The Children’s Literacy Initiative

In this conversation, Gina Post, a bilingual 2nd-grade teacher at Sumner Elementary School in Camden, N.J. discusses her work with the Children’s Literacy Initiative (CLI). CLI is a Philadelphia-based organization that supports teachers focused on early literacy. In 2010, CLI won a $21.7 million Investing in Innovation (i3) Validation grant, and has demonstrated significant impacts on students & teachers. You can learn more about their i3-supported work here.

Q. Can you describe CLI’s approach to training?

A. The training was very methodical and hands on. The coaches were very involved. My teaching practice just seemed like it changed overnight for the better. The way it would generally work is my coach would come in and we would have a pre-conference. We would decide what I was going to teach that day and then we would walk through it. My coach also was there during the lesson, and she would model the best practices.

Q. How did CLI change your classroom?

A. It’s now very print rich. Everything hanging up was made with my students. When my students come in at the start of the year, the classroom is bare. Every time we put something up, we’ve created it together or they’ve created it. They reference what’s on the wall when they’re doing independent work. Or, I reference routines and procedure. We agree on these as a class community, we write it down, and hang it up during the first weeks of school.

CLI also created a classroom library for me with about 50 new, high-quality, bilingual books. They’re beautiful award-winning books, and half are in Spanish. When I came in to my classroom, the teacher before me had retired. I inherited what she had. Also, a lot of the materials we get in urban environments tend to be pre-fabricated books or a part of a set curriculum. They’re not individual books like you can find when you go the library or if you want to study an author.

Q. How did CLI change your teaching practice?

A. Before CLI, my writing lessons weren’t as explicit. I wasn’t as sure how to focus the students’ writing. It was much looser. As an example, I didn’t do the mini-lessons at the start of a persuasive writing lesson with an explanation of phrases the kids might start with. I also didn’t have an anchor chart with sentence starters, which I can use to send the students back to as a reference while they’re working. The way it works now with writing assignments is each day I’d add another step and another one and by the end of the four-week unit on opinion writing, seven-year-olds have crafted amazing pieces. Writing was much more of an open-ended activity before. It wasn’t explicit.

Q. Can you share a story of success from your classroom that you attribute to this new approach to reading and writing?

A. In the spring, I was reading the book “A Cricket in Times Square” with my students. We worked on it for about a month, and I had them make paper-bag puppets of their favorite character and do an in-depth analysis of the narrative from point of view of their character. When it was time for a share out, they came to the circle with their puppets and took turns sitting in the author’s chair. My English language learners, who previously didn’t want to speak out loud because they were afraid they’d make mistakes and were afraid they’d be made fun of, started having intelligent conversations out loud about characters in the book. These quiet, shy kids were comparing and contrasting events in the story. They were having this really thoughtful discussion about the book. I was simply there to make sure everything went smoothly. I was just so excited to see that.”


● WHAT YOU HAVE TO DO
From the listing, collect all lines containing the word "about".
□ □ □ □
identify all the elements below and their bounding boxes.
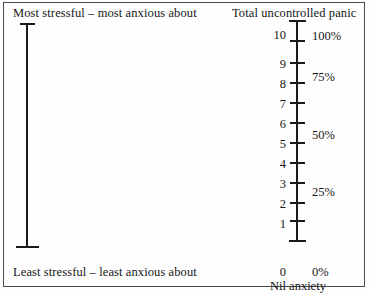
ruler-tick	[290, 202, 305, 204]
ruler-number-4: 4	[260, 158, 286, 170]
ruler-tick	[290, 82, 305, 84]
right-scale-top-caption: Total uncontrolled panic	[232, 6, 356, 20]
ruler-percent-75: 75%	[312, 71, 335, 83]
ruler-tick	[290, 62, 305, 64]
ruler-number-10: 10	[260, 29, 286, 41]
ruler-number-6: 6	[260, 118, 286, 130]
ruler-tick	[290, 182, 305, 184]
ruler-percent-100: 100%	[312, 30, 341, 42]
ruler-tick	[290, 40, 305, 42]
left-bracket-bottom-cap	[16, 246, 39, 248]
ruler-tick	[290, 122, 305, 124]
ruler-number-2: 2	[260, 198, 286, 210]
frame-left-border	[3, 2, 4, 287]
ruler-tick	[290, 142, 305, 144]
ruler-number-7: 7	[260, 98, 286, 110]
numeric-anxiety-ruler: 10 9 8 7 6 5 4 3 2 1 100% 75% 50% 25% 0 …	[262, 20, 367, 270]
ruler-axis-line	[296, 20, 298, 242]
frame-top-border	[3, 2, 365, 3]
ruler-tick	[290, 220, 305, 222]
left-scale-bottom-caption: Least stressful – least anxious about	[13, 265, 197, 279]
left-bracket-stem	[26, 23, 28, 248]
ruler-number-3: 3	[260, 178, 286, 190]
ruler-number-0: 0	[260, 266, 286, 278]
ruler-percent-0: 0%	[312, 266, 329, 278]
ruler-bottom-cap	[289, 240, 306, 242]
ruler-number-9: 9	[260, 58, 286, 70]
left-scale-top-caption: Most stressful – most anxious about	[13, 6, 197, 20]
right-scale-bottom-caption: Nil anxiety	[270, 280, 326, 292]
ruler-number-8: 8	[260, 78, 286, 90]
ruler-number-1: 1	[260, 218, 286, 230]
ruler-number-5: 5	[260, 138, 286, 150]
ruler-tick	[290, 102, 305, 104]
ruler-percent-25: 25%	[312, 186, 335, 198]
ruler-top-cap	[289, 20, 306, 22]
left-scale-bracket	[14, 23, 40, 248]
ruler-tick	[290, 162, 305, 164]
ruler-percent-50: 50%	[312, 129, 335, 141]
□ □ □ □
● ANSWER SPACE
left-scale-bottom-caption: Least stressful – least anxious about	[13, 265, 197, 279]
left-scale-top-caption: Most stressful – most anxious about	[13, 6, 197, 20]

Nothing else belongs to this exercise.